On Mon, May 23, 2011 at 4:03 PM, Michal Čihař
<michal(a)cihar.com> wrote:
Hi
Dne Sat, 21 May 2011 06:38:47 -0400
Marc Delisle <marc(a)infomarc.info> napsal(a):
I would say no. Anyway, looking at the
development done for 3.4, the
trend is to avoid inline js. We are now supposed to use jQuery to make
visible a link or button that brings the user to a feature that requires js.
Yes, dropping inline js should be a goal to avoid need for inline and
eval options in CSP.
Note that 3.3 and 3.4 have problems with this.
For example, Synchronize
should not be shown to non-js users. Clearly, testing on non-js browsers
has not been our priority.
Well I doubt it was tested without javascript at all.
Probably it's really time to drop support for browsers without
javascript, it would make lot of things easier. However what I would
like to avoid is making all things using javascript. I really prefer
when I can open link in new tab when I want and this does not work with
javascript only solutions.
It does, if its done right. It works when you represent links with
anchors (and ideally use a js history lib like RSH:
)
I've implemented such behavior for my CMS that I'm using on my website
tyron.at where pages are being loaded with ajax whenever you click a
link. You can try it out there - to open a link in a new tab.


The lines from the one containing "has height=758, width=1428." to the end of the entries, both included, are what you need to transcribe exactly, without pictures and without anything else.

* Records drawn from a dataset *
((

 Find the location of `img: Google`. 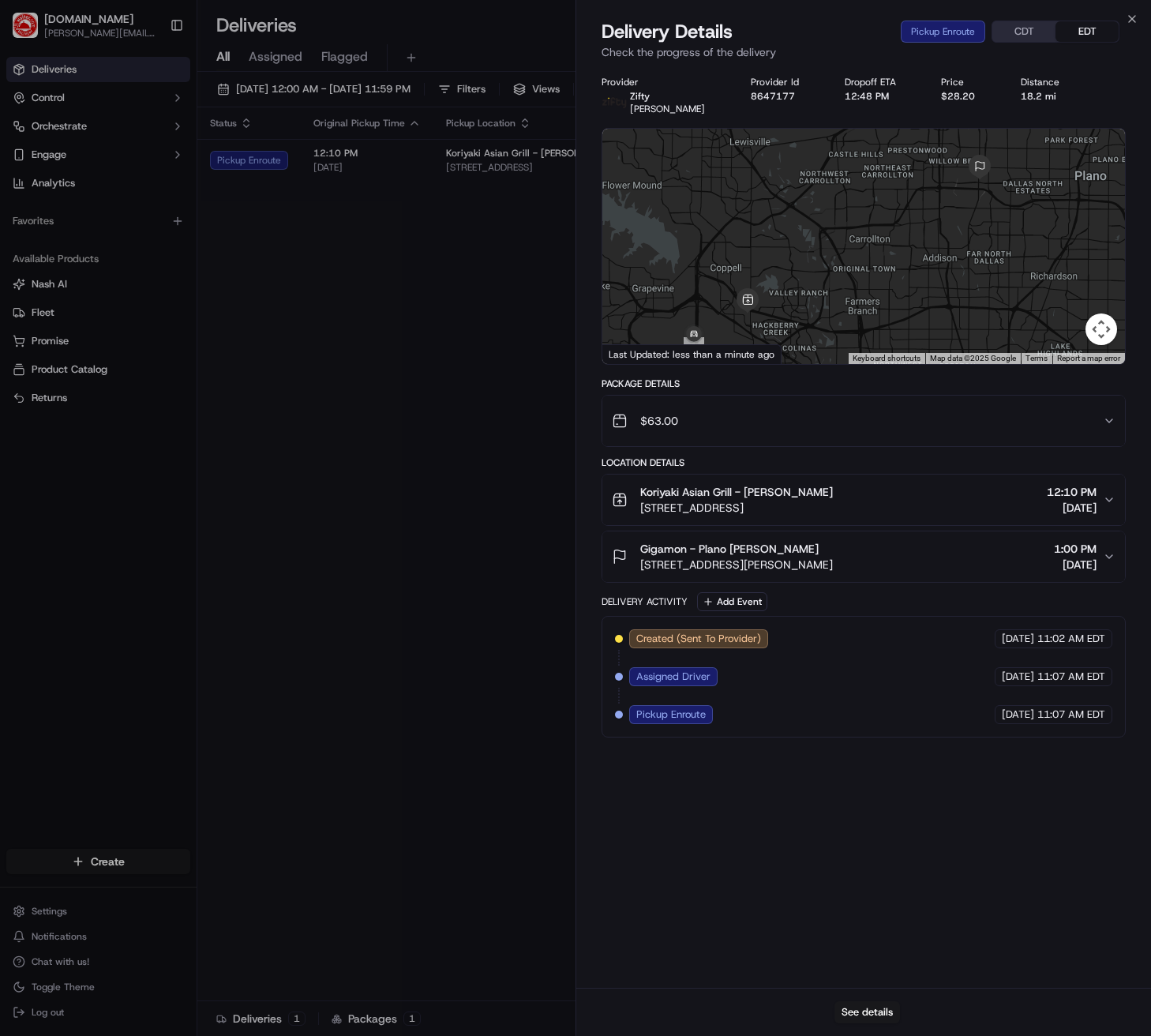

img: Google is located at coordinates (632, 354).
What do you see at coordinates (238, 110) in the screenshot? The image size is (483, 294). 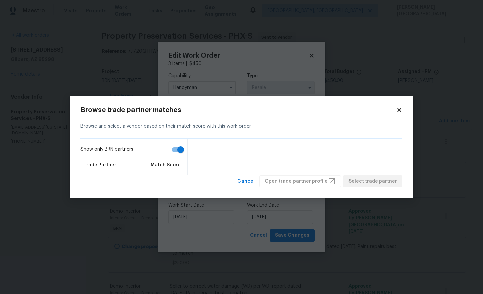 I see `h2: Browse trade partner matches` at bounding box center [238, 110].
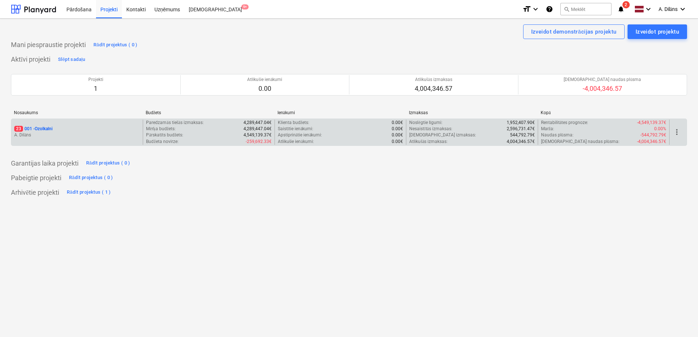 This screenshot has width=698, height=337. Describe the element at coordinates (657, 32) in the screenshot. I see `div: Izveidot projektu` at that location.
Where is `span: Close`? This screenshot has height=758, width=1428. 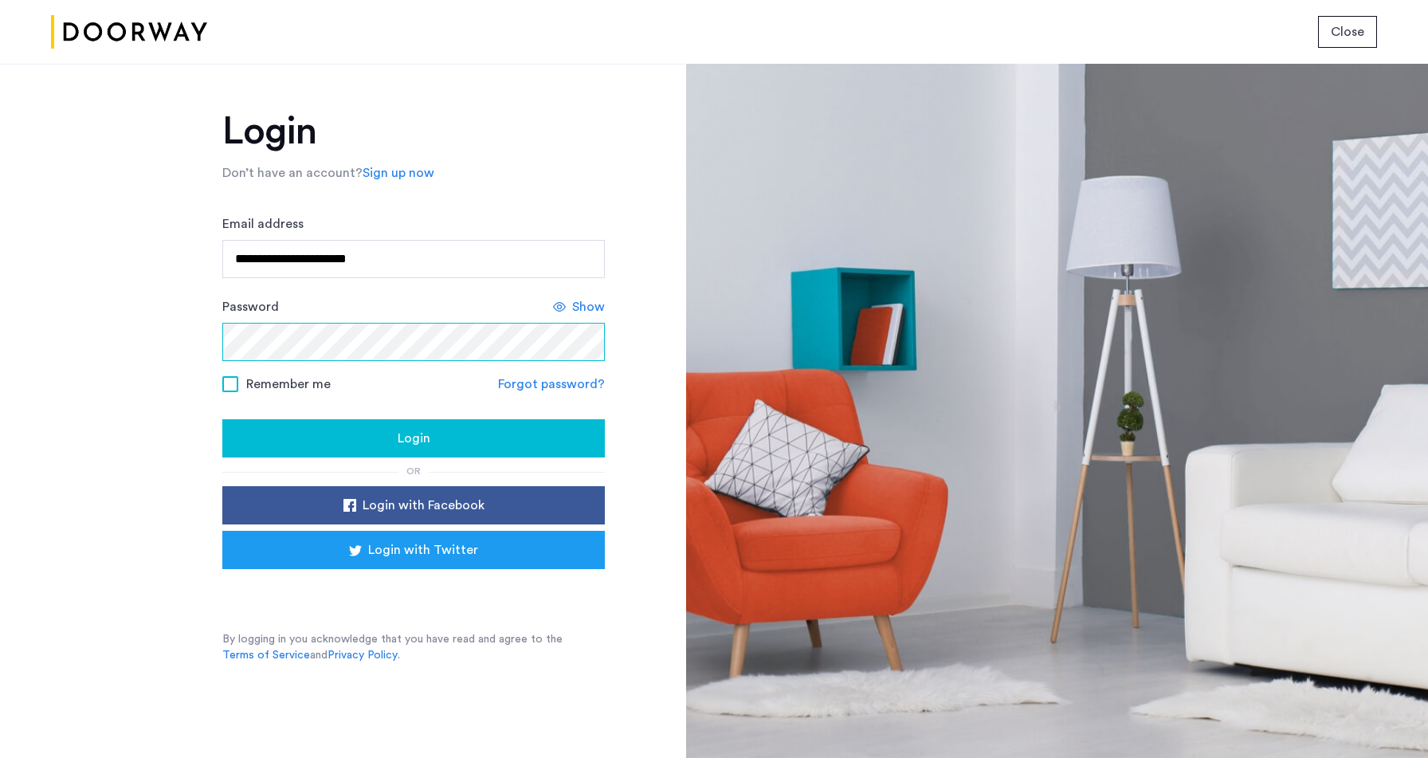
span: Close is located at coordinates (1348, 32).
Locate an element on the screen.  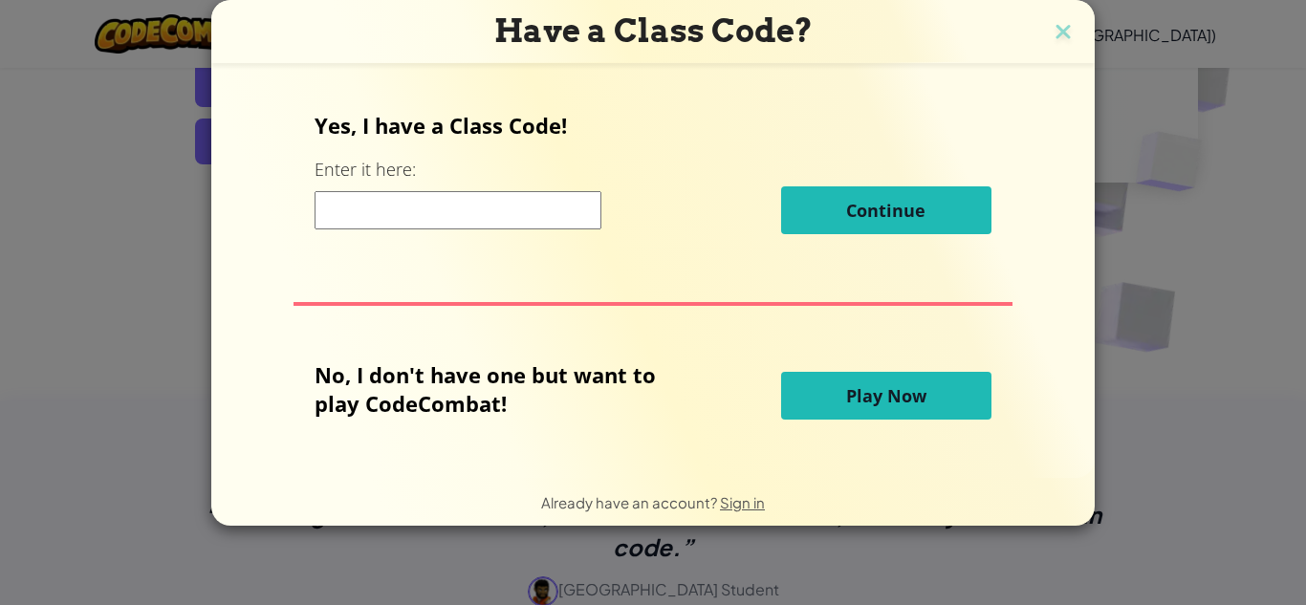
p: No, I don't have one but want to play CodeCombat! is located at coordinates (499, 389).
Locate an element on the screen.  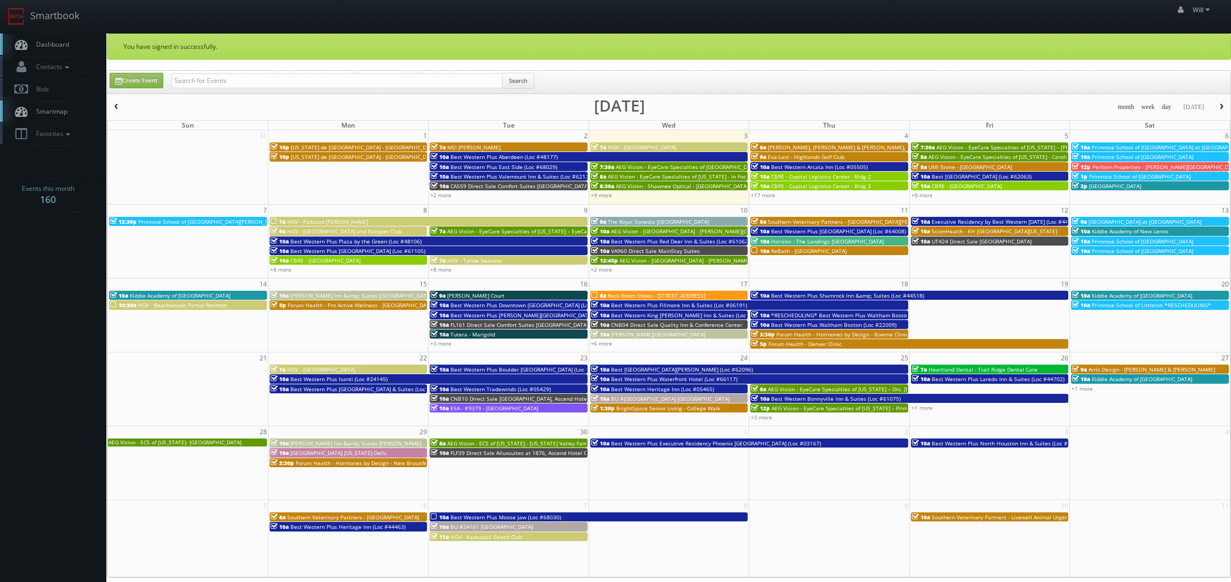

))

* SOLUTION *
Where is `span: Close`? This screenshot has height=758, width=1428. 
span: Close is located at coordinates (1348, 32).
Locate an element on the screen.  
p: No, I don't have one but want to play CodeCombat! is located at coordinates (499, 389).
Locate an element on the screen.  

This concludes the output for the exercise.